Tuesday, March 16, 2004
Understanding Google and other search engines.
First, a side note. I had originally read this article here:
Search Beyond Google
However, it is no longer available there -- you have to pay for a subscription if you want to read it now. The same article is still available here:
Search Beyond Google (minus the illustrations)
How does that help anything?
The thing that is interesting about the article is its look "behind the scenes" at how search engines perform some of their tricks, and how the idea of "search" will be changing in the very near future. For example:
I'm still looking for a way to solve this simple search problem: "How Many _____ Are There." These are really simple questions, like, "How many teenagers are there in the United States?" or "How many cars did Ford make last year?" If you type either of those questions into Google, you get gibberish back. So you end up trying to find obtuse ways to ferret out the answer. "Number teens million" might be a typical attempt. And forget it if you want to know the answer for 1982. "How much" questions can be just as bad. Easy solutions for simple questions like that would be great.
ARCHIVES
Search Beyond Google
However, it is no longer available there -- you have to pay for a subscription if you want to read it now. The same article is still available here:
Search Beyond Google (minus the illustrations)
How does that help anything?
The thing that is interesting about the article is its look "behind the scenes" at how search engines perform some of their tricks, and how the idea of "search" will be changing in the very near future. For example:
- Take Microsoft Research's AskMSR program, which Brill and his colleagues have been testing on Microsoft's internal network for more than a year. At its core is a simple search box where users can enter questions such as "Who killed Abraham Lincoln?" and, instead of getting back a list of sites that may have the information they seek, receive a plain answer: "John Wilkes Booth." The software relies not on any advanced artificial-intelligence algorithm but rather on two surprisingly simple tricks.
First, it uses language rules learned from a large database of sample sentences to rewrite the search phrase so that it resembles possible answers: for example, "__ killed Abraham Lincoln" or "Abraham Lincoln was killed by __." Those text strings are then used as the queries in a sequence of standard keyword-based Web searches. If the searches produce an exact match, the program is done, and it presents that answer to the user.
In many cases, though, the program won't find an exact match, but only oblique variations on the text strings, such as "John Wilkes Booth's violent deed at the Ford Theater ended Lincoln's second term before it had started." That's okay, too. As its second trick, AskMSR reasons that if "Booth" frequently appears in the same sentence as "Lincoln," there must be an important relationship between them-which allows it to posit an answer, even if it's not 100 percent confident.
"We are tapping into the redundancy of the Web," explains Brill. "If you have a lot of places where you are somewhat certain that you have found the answer, the redundancy makes it more certain." As the Web grows, so will its redundancy, making AskMSR ever more powerful, Brill reasons. While plans for AskMSR aren't definite, Brill believes the code will see the light of day, perhaps as part of a future Microsoft search engine.
I'm still looking for a way to solve this simple search problem: "How Many _____ Are There." These are really simple questions, like, "How many teenagers are there in the United States?" or "How many cars did Ford make last year?" If you type either of those questions into Google, you get gibberish back. So you end up trying to find obtuse ways to ferret out the answer. "Number teens million" might be a typical attempt. And forget it if you want to know the answer for 1982. "How much" questions can be just as bad. Easy solutions for simple questions like that would be great.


WHAT IS EXPECTED - Would you return the data below exactly as it stands, with every picture left out?

Dataset excerpts
--- START ---

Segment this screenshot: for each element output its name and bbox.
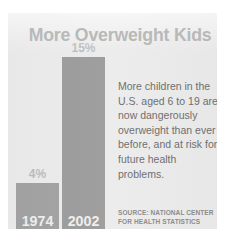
bar-category-label-1974: 1974 bbox=[17, 213, 58, 228]
bar-value-label-1974: 4% bbox=[16, 168, 59, 181]
bar-category-label-2002: 2002 bbox=[63, 213, 104, 228]
page-title: More Overweight Kids bbox=[29, 24, 206, 45]
bar-column-1974: 4% 1974 bbox=[16, 48, 59, 229]
source-note: SOURCE: NATIONAL CENTER FOR HEALTH STATI… bbox=[118, 209, 217, 226]
bar-column-2002: 15% 2002 bbox=[62, 48, 105, 229]
infographic-card: More Overweight Kids 4% 1974 15% 2002 Mo… bbox=[8, 13, 217, 229]
bar-chart: 4% 1974 15% 2002 bbox=[16, 48, 108, 229]
infographic-root: More Overweight Kids 4% 1974 15% 2002 Mo… bbox=[0, 0, 225, 244]
bar-2002: 2002 bbox=[62, 57, 105, 229]
body-copy: More children in the U.S. aged 6 to 19 a… bbox=[118, 79, 217, 181]
bar-1974: 1974 bbox=[16, 183, 59, 229]
body-paragraph: More children in the U.S. aged 6 to 19 a… bbox=[118, 79, 217, 181]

--- END ---

RESULT BELOW -
Segment this screenshot: for each element output its name and bbox.
bar-category-label-1974: 1974 bbox=[17, 213, 58, 228]
bar-value-label-1974: 4% bbox=[16, 168, 59, 181]
bar-category-label-2002: 2002 bbox=[63, 213, 104, 228]
page-title: More Overweight Kids bbox=[29, 24, 206, 45]
bar-column-1974: 4% 1974 bbox=[16, 48, 59, 229]
source-note: SOURCE: NATIONAL CENTER FOR HEALTH STATI… bbox=[118, 209, 217, 226]
bar-column-2002: 15% 2002 bbox=[62, 48, 105, 229]
infographic-card: More Overweight Kids 4% 1974 15% 2002 Mo… bbox=[8, 13, 217, 229]
bar-chart: 4% 1974 15% 2002 bbox=[16, 48, 108, 229]
infographic-root: More Overweight Kids 4% 1974 15% 2002 Mo… bbox=[0, 0, 225, 244]
bar-2002: 2002 bbox=[62, 57, 105, 229]
body-copy: More children in the U.S. aged 6 to 19 a… bbox=[118, 79, 217, 181]
bar-1974: 1974 bbox=[16, 183, 59, 229]
body-paragraph: More children in the U.S. aged 6 to 19 a… bbox=[118, 79, 217, 181]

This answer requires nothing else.